Oh, and he beat the shit out of Floyd Mayweather Jr. in their first fight. Don't argue with me on this. I nearly put my foot through the T.V. when I watched it live and could still generate rage this many years later if I watch it again.
I absolutely detest Floyd, but I had it a draw.
I scored it 115-111 for Castillo, and despite the popular belief that Mayweather put on a clinic in the rematch, I think they had another pretty close fight, and I personally only ever saw that one as a 115-113 win for Mayweather. To hear people tell it, he dominated every round in the rematch. I guess they're watching a different fight than the one I always saw
I also had #2 115-113 Floyd.
Datsue
Heavyweight
Heavyweight

Re: Kostya Tszyu vs Jose Luis Castillo at 140

Post by Datsue »

Just for info, Castillo was a huge lightweight but Tszyu was a huge light-welter.

Castillo might've weighed 147 in the ring; but Tszyu regularly weighed 155-ish.

When Tszyu fought Hatton the commentators mentioned it was the first time Hatton had fought someone who weighed the same as him on fight-night (Hatton was also a huge drainer), & we saw what happened when Castillo didn't have a big size advantage versus Ricky.

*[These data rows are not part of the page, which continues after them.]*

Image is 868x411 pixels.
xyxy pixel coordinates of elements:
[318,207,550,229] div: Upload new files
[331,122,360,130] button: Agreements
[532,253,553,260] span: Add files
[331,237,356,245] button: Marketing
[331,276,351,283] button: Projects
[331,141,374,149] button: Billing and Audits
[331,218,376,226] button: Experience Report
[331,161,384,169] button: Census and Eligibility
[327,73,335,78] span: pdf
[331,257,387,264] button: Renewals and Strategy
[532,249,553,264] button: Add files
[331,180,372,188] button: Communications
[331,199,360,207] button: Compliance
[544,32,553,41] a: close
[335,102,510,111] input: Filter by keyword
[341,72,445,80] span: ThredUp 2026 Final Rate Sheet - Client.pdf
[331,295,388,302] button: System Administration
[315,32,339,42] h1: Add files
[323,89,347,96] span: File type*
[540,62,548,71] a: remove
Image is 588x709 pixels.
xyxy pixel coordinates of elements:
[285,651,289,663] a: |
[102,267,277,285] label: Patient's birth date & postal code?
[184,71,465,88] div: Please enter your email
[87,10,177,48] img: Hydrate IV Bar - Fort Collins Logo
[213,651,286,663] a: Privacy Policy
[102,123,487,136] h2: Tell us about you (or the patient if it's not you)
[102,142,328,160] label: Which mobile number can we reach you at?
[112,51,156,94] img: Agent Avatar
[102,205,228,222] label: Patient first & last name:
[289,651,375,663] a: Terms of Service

PS: Not to diss JLC, very good fighter, but looking at his fights with Corrales & the subsequent utter failure to do jack-shit over the lightweight limit it's now clear he was a mass-drainer type whose actual advantages were ultimately more physical & tied in with the day-before weigh-in rule than his talent.

Against a naturally bigger dude doing the same thing, who hit very hard... Castillo would've got knocked spark out. I know everyone claims that he was stopped four times on cuts early in his career, but has anyone ever seen evidence of this? Was he simply KO'd early in his career & then went about telling everyone he got stopped on cuts 'cos it was in Mexico?

I am erring in hindsight (especially on his shocking fall from grace) on the side of him simply not being enough of a physical specimen to impose himself in those early fights & that he was simply always a somewhat vulnerable fighter; once he'd reached physical maturity/got a trainer who was willing to let him cut off a leg to make certain weights he became bullet-proof because of the size advantage he was carrying into the ring versus certain dudes; then once he'd fvcked his body & couldn't make the weight no more he was all of a sudden completely ineffective & shocking vulnerable to higher-weight punchers (despite seemingly being bigger than they were when he fought at the weight below).

I foresee Brandon Rios going the same way, eventually.
Last edited by Datsue on 18 Jan 2013, 08:43, edited 1 time in total.
Datsue
Heavyweight
Heavyweight

Re: Kostya Tszyu vs Jose Luis Castillo at 140

Post by Datsue »

I've found my answer: one of his early career "cuts stoppages" involved being smashed in two rounds by Cesar Soto (yes, the same Soto that lost to Duke McKenzie & Naseem Hamed). A report from the Philboxing forum indicates Castillo was left looking like "a rag doll" in under five minutes by Soto, & that "though he didn't go down, he looked just a punch or two away".

Must've been before he got the draining correct, obviously.

Tszyu smashy-smashy.

Whatever you think of the Russian-Aussie's haircut, he'd've fvcked a huge-draining lightweight for fun.